Ginsburg’s brief in Reed’s appeal became known as the “grandmother brief” for its comprehensiveness of argument that treating women differently than men based solely on the basis of sex was suspect and warranted the same strict scrutiny as classifications based on race. The court agreed, and in Reed v. Reed, a majority of justices struck down the Idaho statute without addressing the level of scrutiny that should guide judicial review of such cases in the future.

That task fell to Ginsburg two years later in Frontiero. In oral argument before the court, Ginsburg, as she had in Reed, urged the justices to view distinctions based on sex no differently than distinctions based on race; that such distinctions are immediately suspect. Ginsburg took aim at two arguments cited by opponents of treating curtailment based solely on sex as a suspect criterion: First, that women are a majority, and, second, classifying women by sex does not imply the inferiority of women.[1]

“With respect to the numbers argument, the numerical majority was denied even the right to vote until 1920,” Ginsburg said, adding that “surely, no one would suggest that race is not a suspect criterion in the District of Columbia, because the Black population here outnumbers the white.”[2] Far from not implying inferiority, classifying people based on sex keeps “a woman in her place, a place inferior to that occupied by men in our society,” she added.

In a plurality opinion by Justice William Brennan, the court agreed with Frontiero that the disparity between men and women in the dependents policy was unconstitutional. But a majority of the court could not agree to apply the same standard to sex discrimination as it did to race discrimination.

Following the ruling, Ginsburg, who in the 1970s directed the ACLU’s Women’s Law Project, set out to persuade the court to adopt an intermediate scrutiny for sex discrimination cases. As the facts in Frontiero suggest, Ginsburg also had the insight to find cases whose facts had the power to rewire how people (including judges) might think about sex discrimination.

She found one such case that came before the court three years later. The appeal by Curtis Craig centered on an Oklahoma law that barred the sale of so-called 3.2% beer to males under the age of 21 and to females under the age of 18. The law, argued Ginsburg, denied males 18 to 20 years of age equal protection of the law.

A majority of the court agreed and, in Craig v. Boren, enshrined mid-level scrutiny as the standard of review in sex discrimination cases. Though the intermediate standard fell short of the strict scrutiny the court applied to distinctions based on race, distinctions based on sex had, thanks to Ginsburg, earned a standard of review that marked them as plainly discriminatory.

As Wendy Williams, an emeritus professor of law at Georgetown and Ginsburg’s authorized biographer, noted in 2013, Ginsburg “tweaked the Craig standard upward, bringing it closer to the race standard” 20 years later when, as a member of the court, Justice Ginsburg wrote for the majority in U.S. v.

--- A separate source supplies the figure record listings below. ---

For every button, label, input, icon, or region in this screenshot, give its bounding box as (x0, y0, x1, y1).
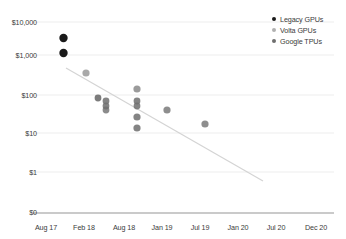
legend-swatch-icon (272, 39, 276, 43)
legend-item-volta-gpus[interactable]: Volta GPUs (272, 25, 344, 35)
chart-container: $10,000 $1,000 $100 $10 $1 $0 Aug 17 Feb… (0, 0, 346, 239)
y-axis-label: $0 (29, 208, 37, 217)
chart-legend: Legacy GPUs Volta GPUs Google TPUs (272, 14, 344, 47)
series-volta-gpus (82, 69, 208, 131)
data-point (201, 120, 208, 127)
x-axis-label: Jul 20 (267, 223, 286, 232)
legend-swatch-icon (272, 17, 276, 21)
data-point (133, 124, 140, 131)
legend-item-google-tpus[interactable]: Google TPUs (272, 36, 344, 46)
x-axis-label: Jan 20 (228, 223, 249, 232)
y-axis-label: $1 (29, 168, 37, 177)
data-point (103, 107, 110, 114)
data-point (95, 95, 102, 102)
legend-label: Google TPUs (280, 37, 322, 46)
data-point (59, 34, 67, 42)
x-axis-label: Aug 18 (113, 223, 135, 232)
data-point (134, 103, 141, 110)
y-axis-label: $100 (21, 91, 37, 100)
data-point (59, 49, 67, 57)
data-point (82, 69, 89, 76)
x-axis-label: Jul 19 (191, 223, 210, 232)
data-point (133, 113, 140, 120)
x-axis-label: Dec 20 (305, 223, 327, 232)
legend-item-legacy-gpus[interactable]: Legacy GPUs (272, 14, 344, 24)
trendline (66, 68, 263, 181)
data-point (163, 106, 170, 113)
x-axis-label: Jan 19 (152, 223, 173, 232)
series-legacy-gpus (59, 34, 67, 57)
legend-swatch-icon (272, 28, 276, 32)
x-axis-label: Feb 18 (73, 223, 95, 232)
y-axis-label: $10 (25, 129, 37, 138)
legend-label: Volta GPUs (280, 26, 316, 35)
data-point (133, 85, 140, 92)
y-axis-label: $10,000 (12, 18, 37, 27)
x-axis-label: Aug 17 (35, 223, 57, 232)
legend-label: Legacy GPUs (280, 15, 323, 24)
y-axis-label: $1,000 (16, 51, 37, 60)
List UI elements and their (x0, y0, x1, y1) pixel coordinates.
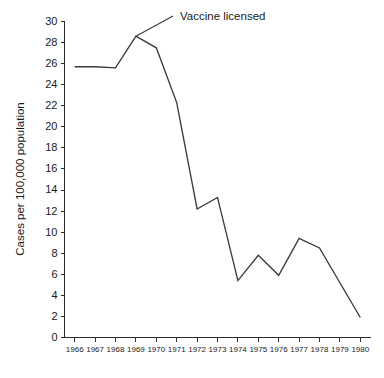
x-tick-label: 1969 (127, 345, 145, 354)
x-tick-label: 1976 (270, 345, 288, 354)
y-tick-label: 16 (45, 162, 57, 174)
y-tick-label: 2 (51, 310, 57, 322)
x-tick-label: 1978 (311, 345, 329, 354)
x-tick-label: 1975 (249, 345, 267, 354)
y-tick-label: 6 (51, 268, 57, 280)
line-chart-svg: 024681012141618202224262830 196619671968… (0, 0, 384, 378)
y-tick-label: 8 (51, 247, 57, 259)
chart-container: 024681012141618202224262830 196619671968… (0, 0, 384, 378)
y-tick-label: 28 (45, 36, 57, 48)
y-tick-label: 20 (45, 120, 57, 132)
y-axis-title-group: Cases per 100,000 population (14, 102, 26, 255)
x-tick-label: 1973 (209, 345, 227, 354)
y-axis-title: Cases per 100,000 population (14, 102, 26, 255)
y-tick-label: 10 (45, 226, 57, 238)
y-tick-label: 22 (45, 99, 57, 111)
x-tick-label: 1980 (351, 345, 369, 354)
annotation-label: Vaccine licensed (180, 10, 265, 22)
y-tick-label: 0 (51, 331, 57, 343)
y-tick-label: 12 (45, 205, 57, 217)
x-tick-label: 1974 (229, 345, 247, 354)
x-tick-label: 1972 (188, 345, 206, 354)
x-tick-label: 1971 (168, 345, 186, 354)
y-tick-label: 24 (45, 78, 57, 90)
x-tick-label: 1970 (147, 345, 165, 354)
y-tick-label: 14 (45, 183, 57, 195)
x-tick-label: 1979 (331, 345, 349, 354)
y-tick-label: 4 (51, 289, 57, 301)
x-tick-label: 1977 (290, 345, 308, 354)
y-tick-label: 30 (45, 15, 57, 27)
x-tick-label: 1968 (107, 345, 125, 354)
x-tick-label: 1966 (66, 345, 84, 354)
y-tick-label: 18 (45, 141, 57, 153)
y-tick-label: 26 (45, 57, 57, 69)
x-tick-label: 1967 (86, 345, 104, 354)
chart-background (0, 0, 384, 378)
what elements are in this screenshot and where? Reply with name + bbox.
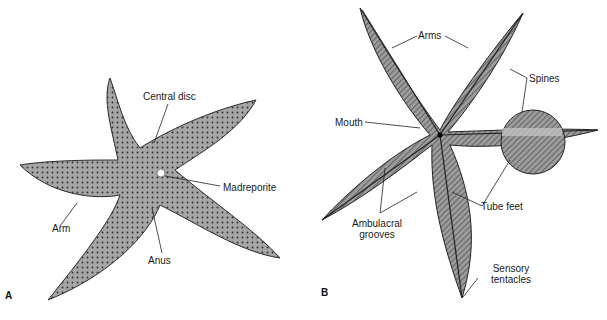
panel-letter-a: A xyxy=(5,290,12,301)
label-sensory-line2: tentacles xyxy=(491,274,531,285)
panel-letter-b: B xyxy=(321,287,328,298)
label-sensory-line1: Sensory xyxy=(491,263,531,274)
label-arm: Arm xyxy=(52,223,70,234)
label-mouth: Mouth xyxy=(335,117,363,128)
label-ambulacral-line2: grooves xyxy=(352,229,402,240)
label-anus: Anus xyxy=(148,255,171,266)
label-sensory-tentacles: Sensory tentacles xyxy=(491,263,531,285)
label-spines: Spines xyxy=(529,73,560,84)
label-ambulacral-line1: Ambulacral xyxy=(352,218,402,229)
starfish-oral xyxy=(322,8,598,298)
label-central-disc: Central disc xyxy=(143,91,196,102)
magnified-arm-section xyxy=(501,110,565,174)
label-ambulacral-grooves: Ambulacral grooves xyxy=(352,218,402,240)
madreporite-marker xyxy=(157,169,165,177)
label-arms: Arms xyxy=(418,30,441,41)
label-tube-feet: Tube feet xyxy=(481,201,523,212)
label-madreporite: Madreporite xyxy=(223,182,276,193)
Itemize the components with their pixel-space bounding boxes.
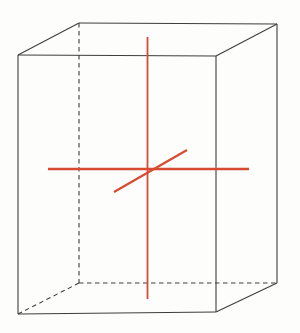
box-edge-top_back_left--top_front_left (18, 23, 79, 55)
box-edge-bottom_front_right--bottom_back_right (216, 283, 277, 312)
box-edge-top_front_left--top_front_right (18, 55, 216, 56)
box-edge-top_front_right--top_back_right (216, 24, 277, 56)
box-edge-bottom_front_left--bottom_front_right (18, 312, 216, 314)
box-edge-top_back_right--top_back_left (79, 23, 277, 24)
cuboid-wireframe-diagram (0, 0, 300, 333)
box-hidden-edge-bottom_back_left--bottom_front_left (18, 283, 79, 314)
diagram-stage (0, 0, 300, 333)
axis-lines-group (48, 37, 249, 299)
depth-axis-line (114, 150, 187, 192)
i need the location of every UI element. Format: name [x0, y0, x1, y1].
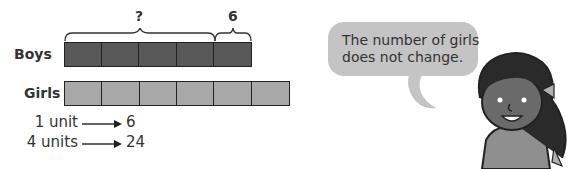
girls-label: Girls [24, 85, 60, 101]
girls-bar [64, 81, 290, 106]
speech-bubble-text: The number of girls does not change. [342, 32, 479, 66]
brace-question-label: ? [135, 8, 143, 24]
equation-1: 1 unit [35, 113, 78, 131]
girls-unit [214, 82, 251, 105]
girls-unit [140, 82, 177, 105]
brace-question [64, 28, 216, 42]
boys-unit [177, 43, 214, 66]
equation-2-right: 24 [126, 133, 145, 151]
equation-1-right: 6 [126, 113, 136, 131]
boys-unit [139, 43, 176, 66]
equation-2-left: 4 units [27, 133, 78, 151]
brace-six [214, 28, 252, 42]
girl-character-icon [460, 48, 575, 169]
boys-unit [214, 43, 251, 66]
speech-line-1: The number of girls [342, 32, 479, 49]
equation-2: 4 units [27, 133, 78, 151]
brace-six-label: 6 [228, 8, 238, 24]
speech-line-2: does not change. [342, 49, 479, 66]
arrow-right-icon [82, 140, 122, 148]
boys-bar [64, 42, 252, 67]
equation-1-left: 1 unit [35, 113, 78, 131]
girls-unit [65, 82, 102, 105]
arrow-right-icon [82, 120, 122, 128]
girls-unit [252, 82, 289, 105]
boys-unit [102, 43, 139, 66]
girls-unit [177, 82, 214, 105]
boys-label: Boys [14, 46, 52, 62]
boys-unit [65, 43, 102, 66]
girls-unit [102, 82, 139, 105]
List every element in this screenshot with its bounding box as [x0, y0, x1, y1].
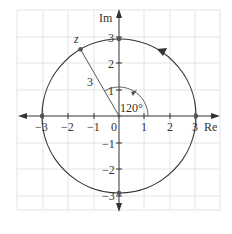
real-axis-label: Re: [204, 120, 217, 134]
y-tick-label: 3: [108, 31, 114, 45]
point-z-label: z: [73, 32, 79, 46]
point-3: [194, 114, 199, 119]
y-tick-label: 2: [108, 57, 114, 71]
real-axis-arrow-left-icon: [18, 113, 27, 119]
radius-label: 3: [87, 75, 93, 89]
x-tick-label: 2: [167, 120, 173, 134]
point-3i: [117, 37, 122, 42]
real-axis-arrow-right-icon: [211, 113, 220, 119]
point-minus-3: [40, 114, 45, 119]
origin-label: 0: [111, 120, 117, 134]
point-minus-3i: [117, 191, 122, 196]
imaginary-axis-arrow-down-icon: [116, 203, 122, 212]
imaginary-axis-label: Im: [99, 11, 113, 25]
x-tick-label: 1: [141, 120, 147, 134]
x-tick-label: 3: [192, 120, 198, 134]
y-tick-label: −1: [102, 137, 115, 151]
x-tick-label: −2: [61, 120, 74, 134]
y-tick-label: 1: [108, 84, 114, 98]
angle-label: 120°: [120, 101, 143, 115]
y-tick-label: −2: [102, 163, 115, 177]
complex-plane-diagram: Im Re 0 −3 −2 −1 1 2 3 3 2 1 −1 −2 −3 z …: [0, 0, 232, 234]
x-tick-label: −1: [87, 120, 100, 134]
x-tick-label: −3: [35, 120, 48, 134]
point-z: [78, 47, 83, 52]
y-tick-label: −3: [102, 189, 115, 203]
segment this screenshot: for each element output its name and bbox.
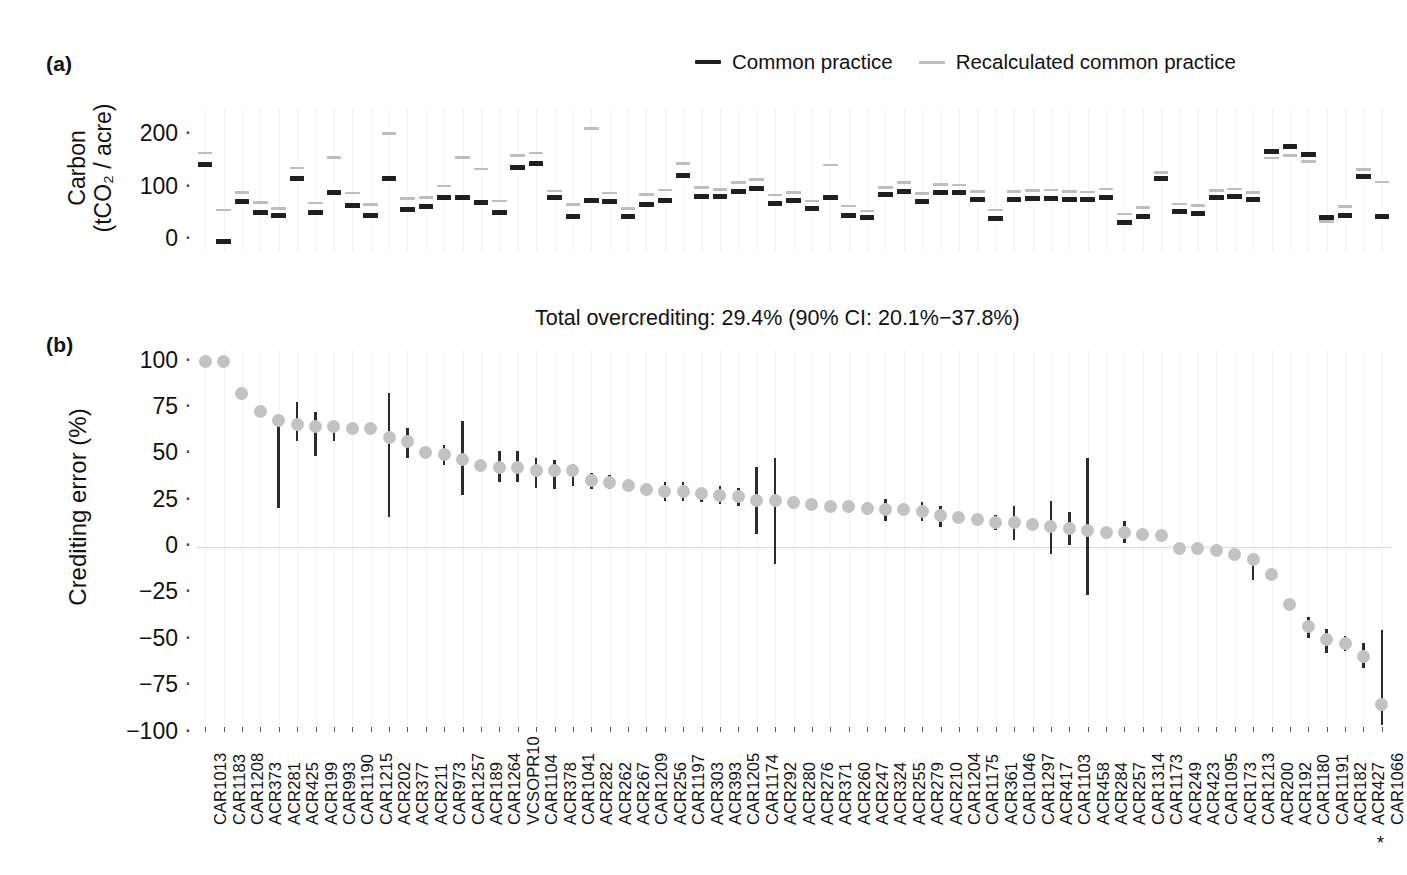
x-axis-label: ACR377 bbox=[413, 762, 432, 825]
common-practice-mark bbox=[1319, 215, 1334, 220]
x-tick-mark bbox=[959, 727, 960, 732]
recalculated-common-practice-mark bbox=[1154, 171, 1169, 174]
overcrediting-annotation: Total overcrediting: 29.4% (90% CI: 20.1… bbox=[535, 306, 1020, 331]
gridline bbox=[1198, 108, 1199, 252]
recalculated-common-practice-mark bbox=[658, 189, 673, 192]
gridline bbox=[628, 108, 629, 252]
recalculated-common-practice-mark bbox=[1025, 189, 1040, 192]
x-tick-mark bbox=[885, 727, 886, 732]
x-tick-mark bbox=[1124, 727, 1125, 732]
recalculated-common-practice-mark bbox=[547, 190, 562, 193]
x-axis-label: ACR182 bbox=[1351, 762, 1370, 825]
x-axis-label: ACR373 bbox=[266, 762, 285, 825]
x-tick-mark bbox=[738, 727, 739, 732]
gridline bbox=[1290, 350, 1291, 725]
x-tick-mark bbox=[205, 727, 206, 732]
x-tick-mark bbox=[830, 727, 831, 732]
x-tick-mark bbox=[1051, 727, 1052, 732]
panel-b-y-tick-mark: · bbox=[184, 530, 192, 557]
gridline bbox=[794, 108, 795, 252]
gridline bbox=[922, 350, 923, 725]
gridline bbox=[1327, 108, 1328, 252]
common-practice-mark bbox=[841, 213, 856, 218]
common-practice-mark bbox=[1338, 213, 1353, 218]
recalculated-common-practice-mark bbox=[216, 209, 231, 212]
error-bar bbox=[314, 412, 317, 457]
common-practice-mark bbox=[768, 201, 783, 206]
data-point bbox=[603, 476, 616, 489]
recalculated-common-practice-mark bbox=[970, 190, 985, 193]
legend: Common practiceRecalculated common pract… bbox=[695, 50, 1236, 74]
data-point bbox=[383, 431, 396, 444]
data-point bbox=[934, 509, 947, 522]
gridline bbox=[1014, 108, 1015, 252]
x-axis-label: CAR1173 bbox=[1167, 754, 1186, 825]
recalculated-common-practice-mark bbox=[1375, 181, 1390, 184]
x-tick-mark bbox=[389, 727, 390, 732]
panel-b-y-tick-mark: · bbox=[184, 391, 192, 418]
x-tick-mark bbox=[1069, 727, 1070, 732]
x-tick-mark bbox=[555, 727, 556, 732]
x-tick-mark bbox=[1014, 727, 1015, 732]
gridline bbox=[1216, 350, 1217, 725]
recalculated-common-practice-mark bbox=[1301, 160, 1316, 163]
gridline bbox=[1290, 108, 1291, 252]
panel-b-y-tick-mark: · bbox=[184, 437, 192, 464]
x-tick-mark bbox=[1198, 727, 1199, 732]
common-practice-mark bbox=[1375, 214, 1390, 219]
gridline bbox=[205, 108, 206, 252]
panel-b-y-tick-mark: · bbox=[184, 716, 192, 743]
x-tick-mark bbox=[481, 727, 482, 732]
x-axis-label: ACR361 bbox=[1002, 762, 1021, 825]
gridline bbox=[1308, 350, 1309, 725]
x-tick-mark bbox=[573, 727, 574, 732]
gridline bbox=[1235, 108, 1236, 252]
data-point bbox=[1210, 544, 1223, 557]
x-tick-mark bbox=[1272, 727, 1273, 732]
data-point bbox=[916, 505, 929, 518]
data-point bbox=[677, 485, 690, 498]
panel-b-y-tick-label: −25 bbox=[28, 578, 178, 605]
recalculated-common-practice-mark bbox=[566, 203, 581, 206]
gridline bbox=[481, 108, 482, 252]
gridline bbox=[794, 350, 795, 725]
common-practice-mark bbox=[1044, 196, 1059, 201]
data-point bbox=[530, 464, 543, 477]
x-tick-mark bbox=[518, 727, 519, 732]
gridline bbox=[646, 350, 647, 725]
gridline bbox=[941, 350, 942, 725]
x-tick-mark bbox=[1235, 727, 1236, 732]
x-axis-label: CAR1183 bbox=[230, 754, 249, 825]
gridline bbox=[959, 350, 960, 725]
gridline bbox=[996, 108, 997, 252]
x-axis-label: ACR458 bbox=[1094, 762, 1113, 825]
common-practice-mark bbox=[878, 192, 893, 197]
recalculated-common-practice-mark bbox=[915, 192, 930, 195]
common-practice-mark bbox=[1246, 197, 1261, 202]
x-axis-label: CAR1103 bbox=[1075, 754, 1094, 825]
gridline bbox=[977, 108, 978, 252]
common-practice-mark bbox=[216, 239, 231, 244]
data-point bbox=[401, 435, 414, 448]
x-tick-mark bbox=[977, 727, 978, 732]
common-practice-mark bbox=[327, 190, 342, 195]
data-point bbox=[805, 498, 818, 511]
data-point bbox=[787, 496, 800, 509]
x-tick-mark bbox=[316, 727, 317, 732]
gridline bbox=[1033, 350, 1034, 725]
recalculated-common-practice-mark bbox=[1007, 190, 1022, 193]
x-tick-mark bbox=[260, 727, 261, 732]
common-practice-mark bbox=[382, 176, 397, 181]
gridline bbox=[279, 350, 280, 725]
x-tick-mark bbox=[352, 727, 353, 732]
x-tick-mark bbox=[904, 727, 905, 732]
recalculated-common-practice-mark bbox=[1062, 190, 1077, 193]
common-practice-mark bbox=[1117, 220, 1132, 225]
gridline bbox=[885, 108, 886, 252]
panel-b-y-tick-mark: · bbox=[184, 669, 192, 696]
data-point bbox=[1044, 520, 1057, 533]
x-axis-label: ACR173 bbox=[1241, 762, 1260, 825]
recalculated-common-practice-mark bbox=[345, 192, 360, 195]
x-tick-mark bbox=[242, 727, 243, 732]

Virginia, which held that the Virginia Military Institute’s practice of admitting males only violated the 14th Amendment’s Equal Protection Clause.

Virginia’s justification for excluding all women from “citizen soldier” training for which some are qualified does not rank as “exceedingly persuasive” Justice Ginsburg wrote. (To appreciate the tweak, compare it with intermediate scrutiny, which requires laws that distinguish between people based on sex to be substantially related to an important government purpose.)

On Saturday evening, mourners were expected to hold a vigil for Ginsburg in cities across the U.S. “I think that I can speak for most women that we are devastated by her passing,” Saima Assed, an organizer in Albuquerque who helped to organize a vigil there, told the Times. “We know we lost a champion.”

 

 

 

[1] “Neither legislators nor judges regarded gender lines as ‘back of the bus’ regulations,” she later wrote of the second point. “Rather, these rules were said to place women on a pedestal.” In short, that discrimination somehow venerated women.

[2] Ginsburg noted that equal protection and due process of law “apply to the majority as well as to the minorities.”